Six ways to a better life

19 June 2014

1:00 PM

19 June 2014

1:00 PM

But why did the food [in England] stay so bad after refrigerated ships, frozen foods and eventually air-freight deliveries of fresh fish and vegetables had become available? … The answer is surely that by the time it became possible for urban Britons to eat decently, they no longer knew the difference. [Since] your typical Englishman, circa, say, 1975, had never had a really good meal, he didn’t demand one. And because consumers didn’t demand good food, they didn’t get it. Even then there were surely some people who would have liked better, just not enough to provide a critical mass.

The history of English food suggests that… a free-market economy can get trapped for an extended period in a bad equilibrium in which good things are not demanded because they have never been supplied, and are not supplied because not enough people demand them.

This is the economist Paul Krugman in an article from the late 1990s called ‘Supply, Demand and English Food’. I don’t agree with the whole article (elsewhere he disparages fish and chips) but his premise is worth exploring. Are there other areas where we accept appalling products or services simply because we have become inured to them? Here, I think, are a few.

Dry cleaners.

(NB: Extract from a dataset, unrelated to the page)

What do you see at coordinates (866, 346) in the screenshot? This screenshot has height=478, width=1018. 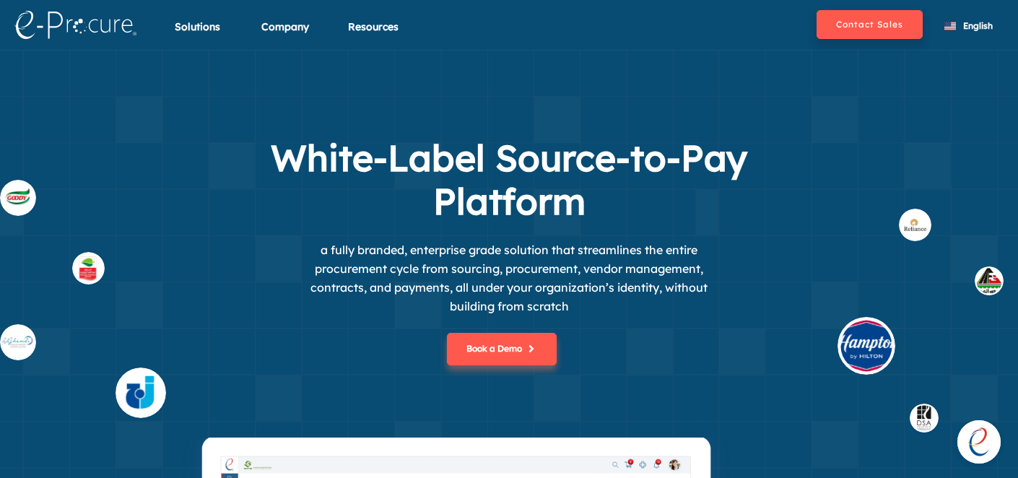 I see `img: buyer_hilt.svg` at bounding box center [866, 346].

Over the last 50 years, you’d think someone in the dry-cleaning industry would have come up with a comfortable handle to carry your clean clothes back to your car. As things stand, you can transport dry-cleaning painlessly only if you are a) Abu Hamza or b) a pirate.


London black cab drivers. Yes, I am sympathetic with your plight versus Uber (for reasons I will explain elsewhere), but before you can complain too loudly, you might like to start accepting credit cards. Actually accepting them, not just installing a card reader and then pretending it’s not working.

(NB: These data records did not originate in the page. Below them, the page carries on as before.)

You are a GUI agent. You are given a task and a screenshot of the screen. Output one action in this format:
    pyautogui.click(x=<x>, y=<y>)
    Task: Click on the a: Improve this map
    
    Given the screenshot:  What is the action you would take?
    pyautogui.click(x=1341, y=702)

Salad manufacturers. Everyone who makes prepared salads for M&S, Sainsbury’s etc is convinced that the bottom 50 per cent of a salad bowl should consist of a slithery layer of cold, soggy pasta. Would anyone do this at home? Why do we put up with it?

Call centres. After two minutes on hold, callers should be offered the option of requesting a call back.

Tea shops. Try staying open later than 4 p.m., you lazy bastards. That way you might be open when most people want a cup of tea. Under a future Sutherland regime, all immigrants will be required to undertake two years’ training in scone-making and teapot-warming to shake up the indigenous tea-shop industry. Anyone using the phrase ‘We stop serving X at Y o’clock’ will be either shot or deported to France, where they still find that kind of thing acceptable.

Finally, the season ticket. This is a Dickensian idea, conceived for an age when everyone took the same train every day, five days a week. It is bitterly unfair to part-time workers or to people who commute in off-peak hours to make them pay the full price — or buy tickets singly. Research by an organisation called the Campaign for Better Transport suggests that those commuting to part-time jobs in London from the south-east would be an average of £1,500 a year better off if part-time or off-peak season tickets were available. Part-time commuters to Manchester and Bristol would save £460 and £765.

As a proportion of a part-time salary, this is immense. But the season ticket is also Luddite. The idea that the internet would cause millions of people to work from home permanently was mostly a pipe dream. But millions do now work from home for a morning, or for one or two days each week. What is the point of technology if people must still pay for the journeys it has made unnecessary?